TOWN OF ORCHARD PARK
Board delays decision on Yates barn
Will it cost thousands of dollars to save the state’s largest barn of its type, or millions?
That was the pivotal issue at a public hearing held by the Orchard Park Town Board on Wednesday on whether to grant historic status for Edgewood Farms at 7295 Jewett- Holmwood Road.
Advocates of saving the mammoth 1920s Yates barn say that keeping the structure standing and in use would cost $200,000 to $300,000.
But the property owner says his experts have estimated costs up to nearly $5 million, far more than the site can recover as a business.
“We can conceive of no development plan or future use that would justify the money it would take to rehabilitate these properties,” said lawyer Brian Attea.
Attea represents a company headed by developer James Jerge that seeks to raze the barn and build houses on the property.
A permit to do that has been on hold this year while the town considers whether to save the barn, and its attached ceramic silos, by granting historic status. The Town Board held off on acting on the designation at Wednesday’s meeting.
The hearing was a do-over of a previous one held in July, of which the developer who owns the property said he was not notified.
Attea questioned the barn’s claim to a place in history. It isn’t mentioned or pictured in a book on the original owner, Harry Yates, he said, while research at the Orchard Park Library and on the Internet failed to turn up support for historic designation.
Farmer-businessman Harry Yates once owned 3,500 acres in Orchard Park.
Sue Kulp, a member of the Historic Preservation Board, disputed Attea’s cost estimates. While full restoration might be costly, simply preserving the structure would cost a fraction of his estimate, she said.
“We don’t want to take it back to its original condition — we want to stabilize it, to preserve it.”
Preservation board members have toured the structure with building experts to arrive at the figure of $200,000 to $300,000.
The barn could be used as part of a horse farm, and grants for preservation could be found if the historic status is granted, preservation advocates said.
“To see this wonderful structure torn down would be an absolute tragedy,” resident Michelle Taberski said.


**Required action**
For this exercise, output exactly and only the lines running from the one with "What region is tire in?" through the final line of the data below, without pictures.

**Referring expression grounding data**
● ● ● ● ●

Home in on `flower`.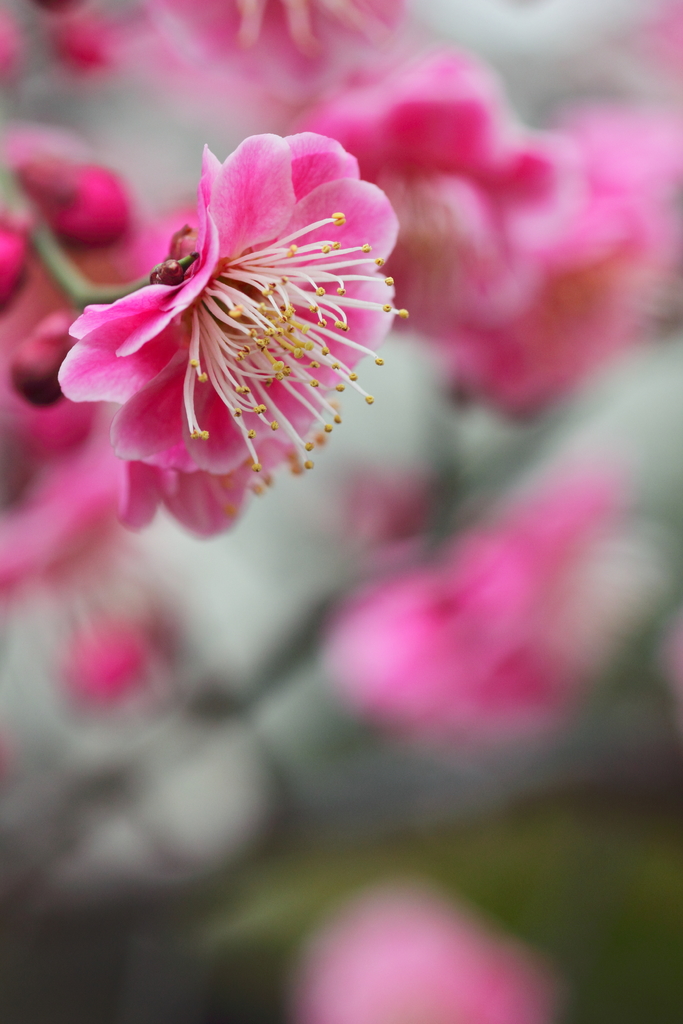
Homed in at (left=0, top=0, right=416, bottom=120).
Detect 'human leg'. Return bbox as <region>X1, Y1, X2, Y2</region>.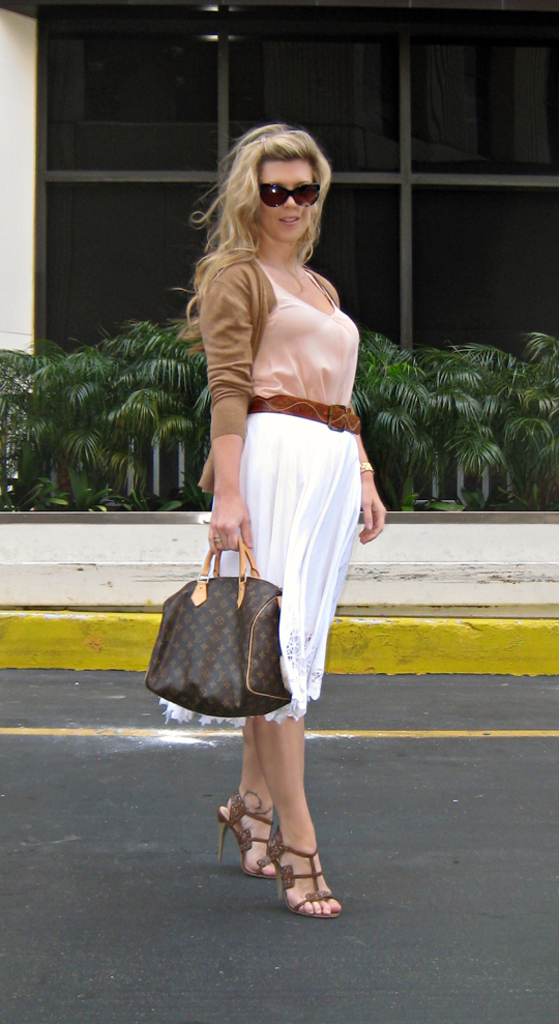
<region>258, 716, 351, 935</region>.
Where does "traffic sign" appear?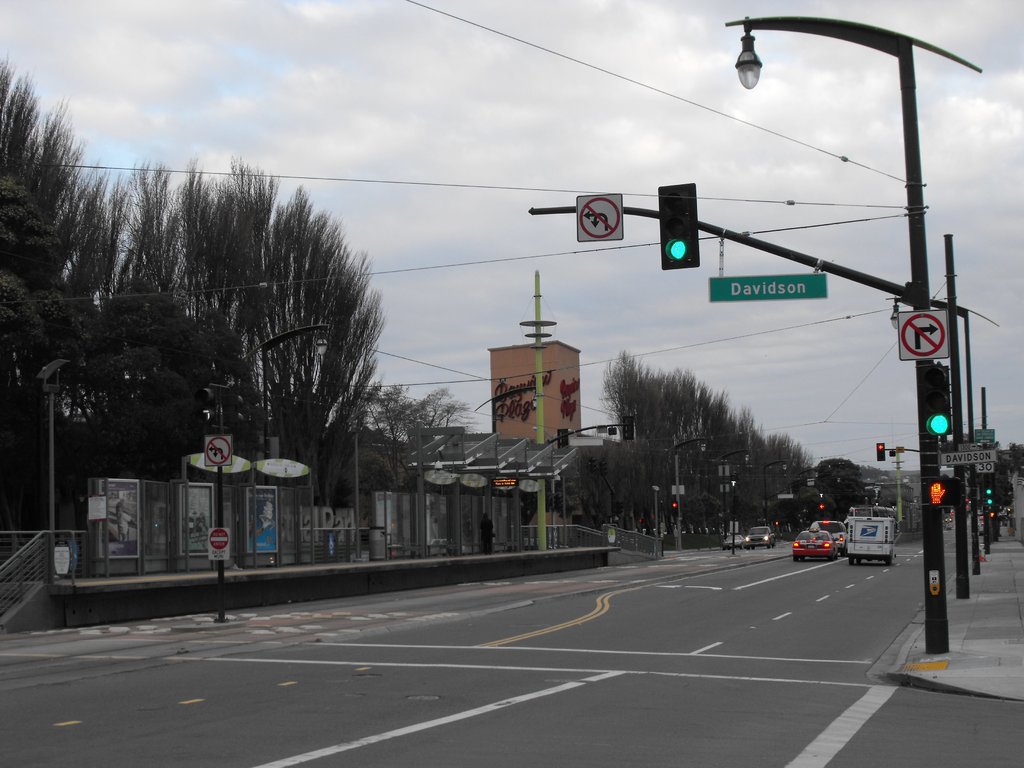
Appears at region(200, 433, 237, 468).
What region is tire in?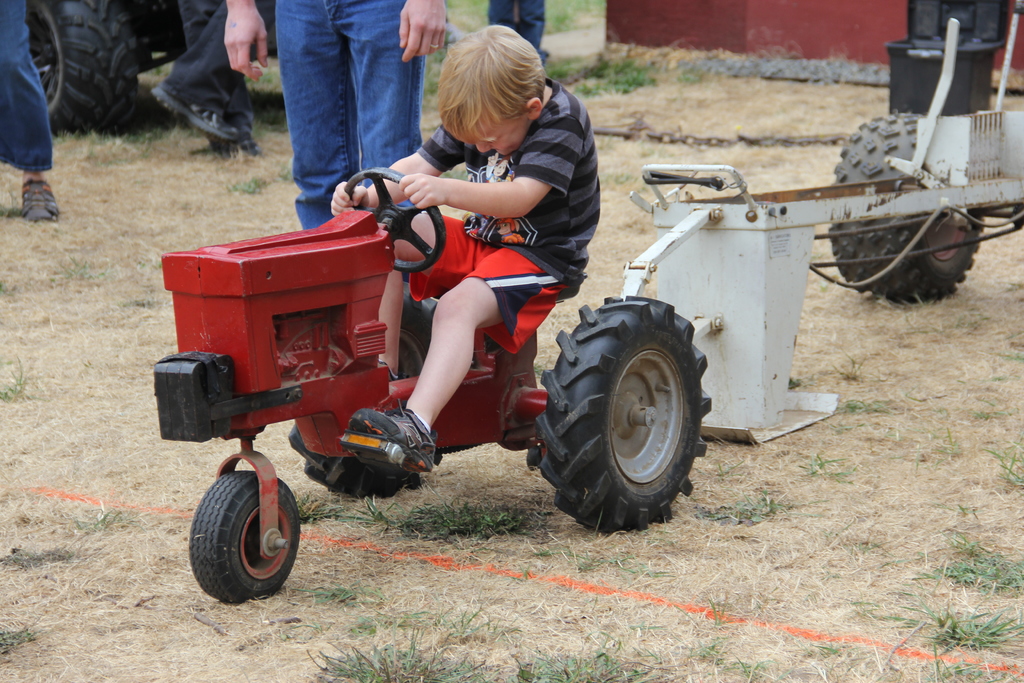
locate(829, 111, 986, 306).
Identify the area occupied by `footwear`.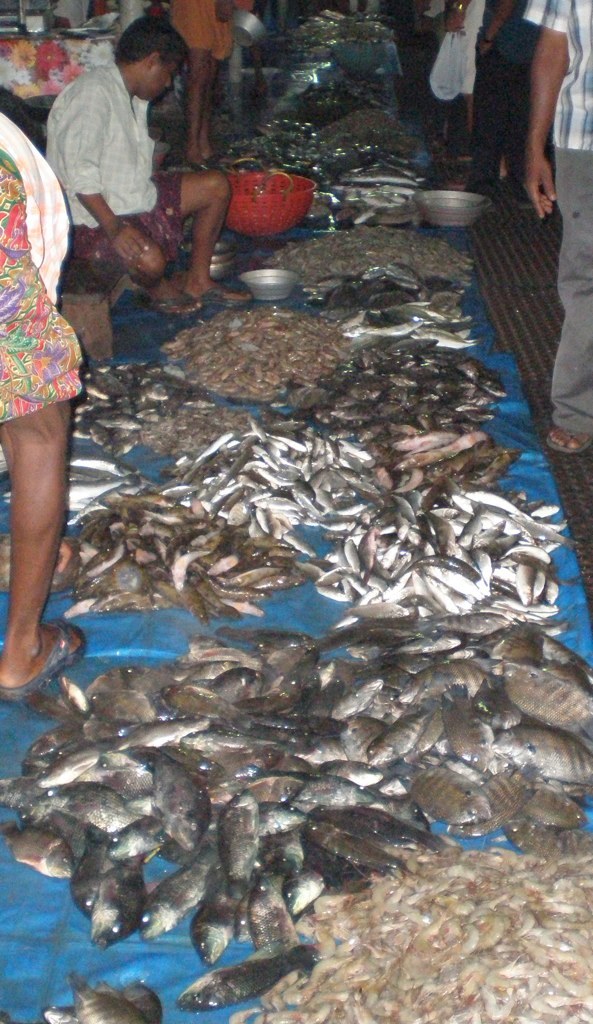
Area: 192,289,247,306.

● ● ● ● ●

**Expected answer**
What region is tire in?
locate(829, 111, 986, 306).
Identify the area occupied by `footwear`.
Area: 192,289,247,306.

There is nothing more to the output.